By the time they reached the Trotter place the sky was shining but down in the bottom of the canyon and even on the heights of Pioneer Ridge the trees were matt and black, ungilded. The riders’ feet were like blocks of ice.
Smoke was rising from the stove pipe above the khaki tent. The ho
unds ran to meet them, showing their teeth, the hair stiff on their backs. As Seale cursed them Mae lifted the flap of the tent.
‘We’re starting the drive,’ Seale told her. ‘What’s happening with you?’
Mae shrugged. She looked no different from when Jed was alive: tough and shrewd, her face accustomed to hardship. Bereavement would make little change in her appearance, not because she was unfeeling but because she had seen it all before. There wouldn’t be much Mae hadn’t seen.
‘Like some coffee?’ she asked.
‘We’d better not,’ Seale said. ‘We’re meeting the others on top.’

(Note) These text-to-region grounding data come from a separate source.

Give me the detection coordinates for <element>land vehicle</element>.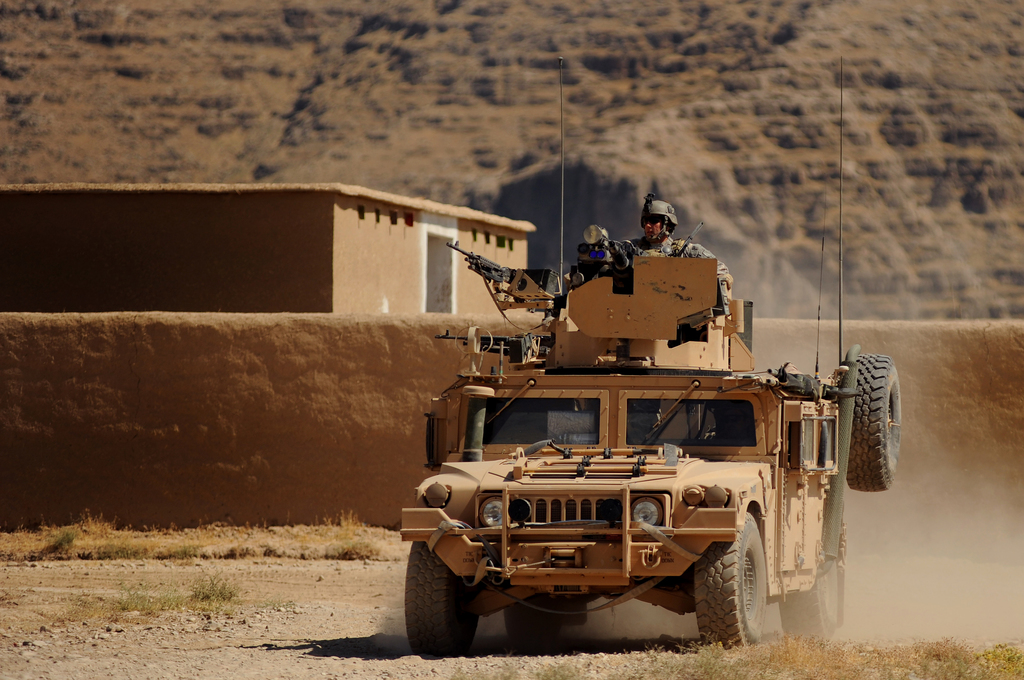
<bbox>385, 199, 918, 668</bbox>.
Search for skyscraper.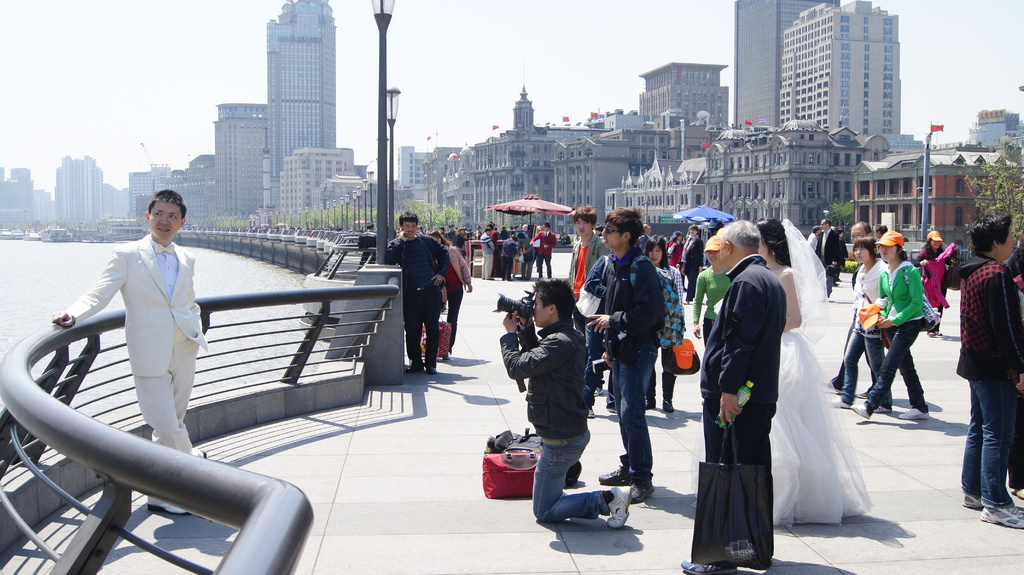
Found at <bbox>728, 0, 845, 131</bbox>.
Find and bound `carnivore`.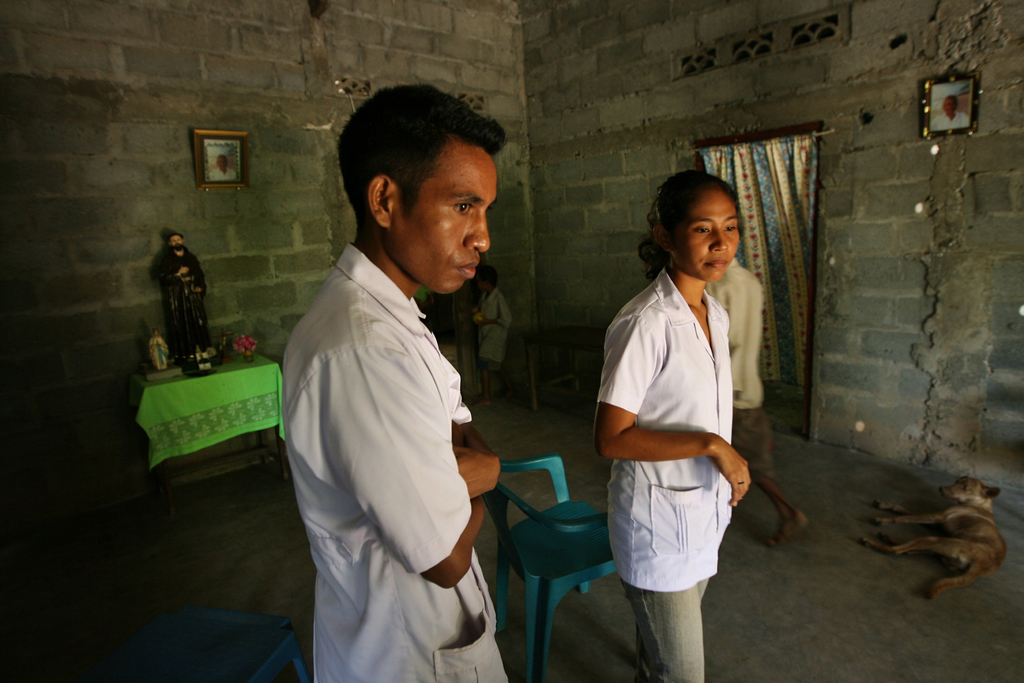
Bound: bbox=(860, 467, 1010, 607).
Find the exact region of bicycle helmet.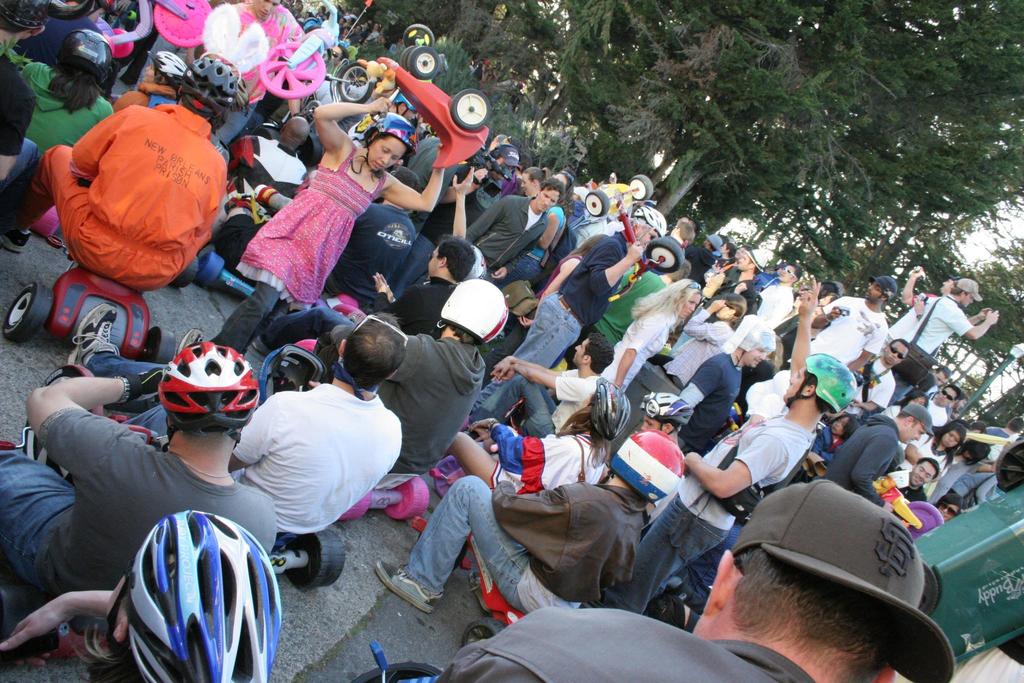
Exact region: x1=1, y1=0, x2=45, y2=22.
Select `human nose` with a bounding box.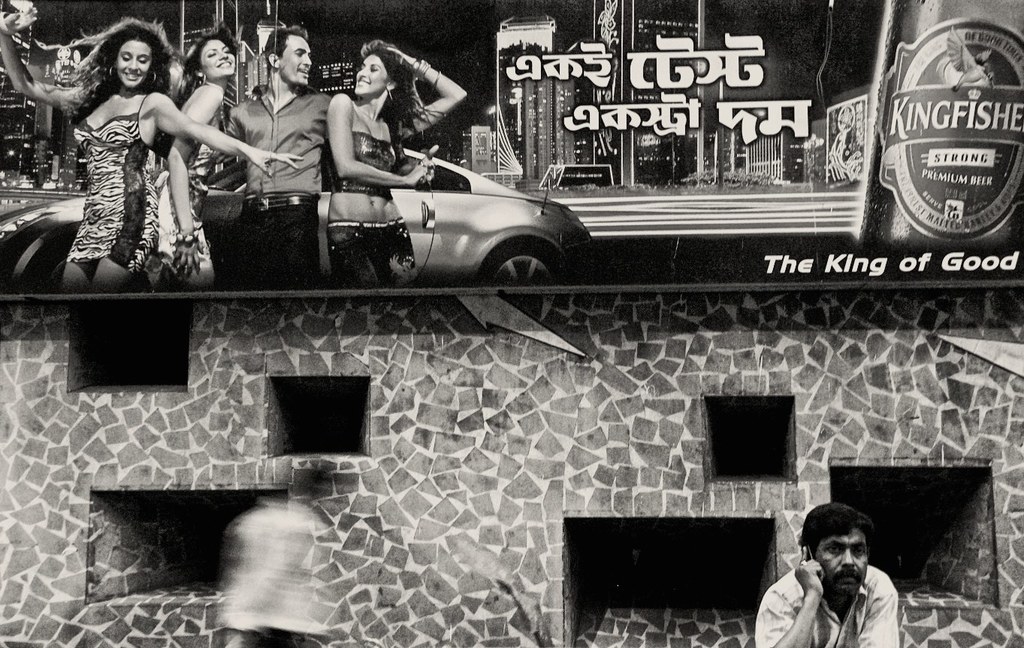
region(301, 51, 310, 65).
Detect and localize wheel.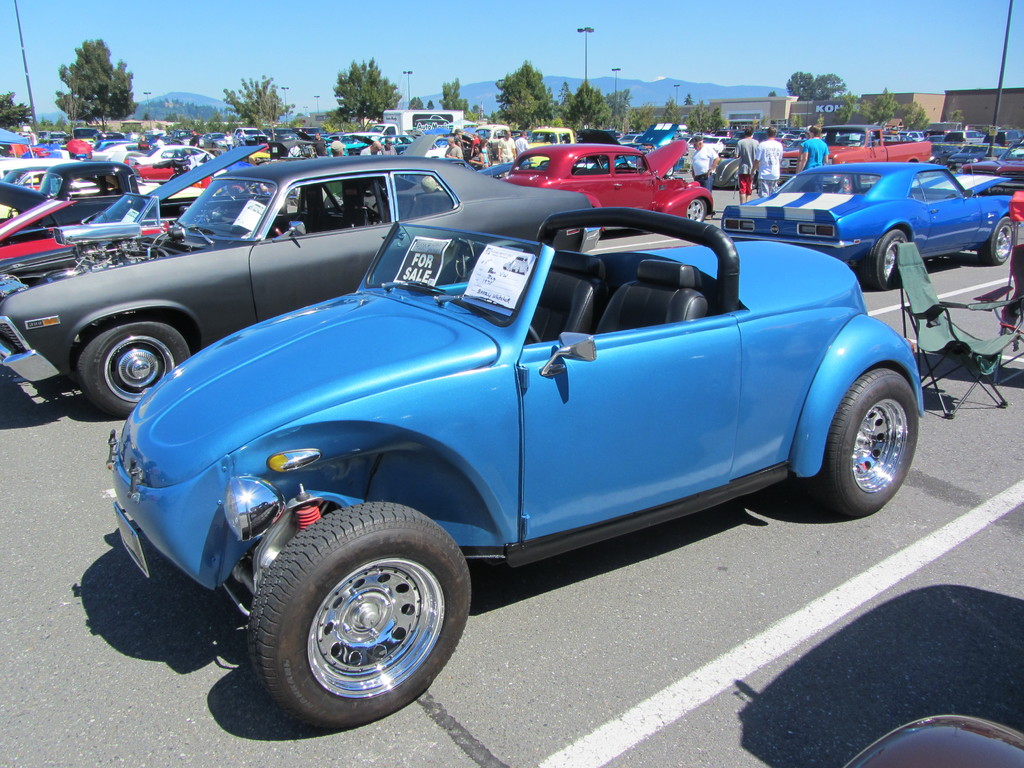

They chatted a bit about the composition and deployment of the party and then Mae said: ‘We might as well follow you up. They come and took Jed away yesterday so we got nothing to keep us here.’
‘The police aren’t coming back?’ Miss Pink asked in surprise.
‘They’ll be back. They found a load of skins yesterday: elk and moose. They brought a coupla German Shepherds up, and them dogs found where someone had buried the skins. They been saying Trotter killed that bear too, up at Sundance, because he were in Sweetgrass Monday. They reckon he threw the pelt out the pick-up then. So they’re saying he killed Tye. Well, I knows young Billy weren’t with his dad last Sunday ’cos Jed wouldn’t take him for some reason. But the police won’t believe that; I guess they think we’re all in it together. So I reckon we’ll come and help with the cows and then we won’t be here when they come looking. I’ll go and wake young Billy.’
‘That was to be expected,’ Seale said as they started up the narrow zig-zags of a cow trail. ‘I wonder what they’ll find at the autopsy on Jed?’
‘I expect they’ll find nothing more than what’s obvious: the blow to the skull, severe wounds to the abdomen and throat …’
Seale looked down as her friend’s voice trailed away. The zig-zags were tight and the slope steep. ‘Take your feet out of the stirrups,’ she said. ‘That way you’re free to jump if he goes down.’
Miss Pink threw her a startled glance but slipped her feet loose. The chestnut seemed unconcerned about the angle, and as for Seale and the buckskin: they could have been on the level sage flats for all the attention either paid to the drop.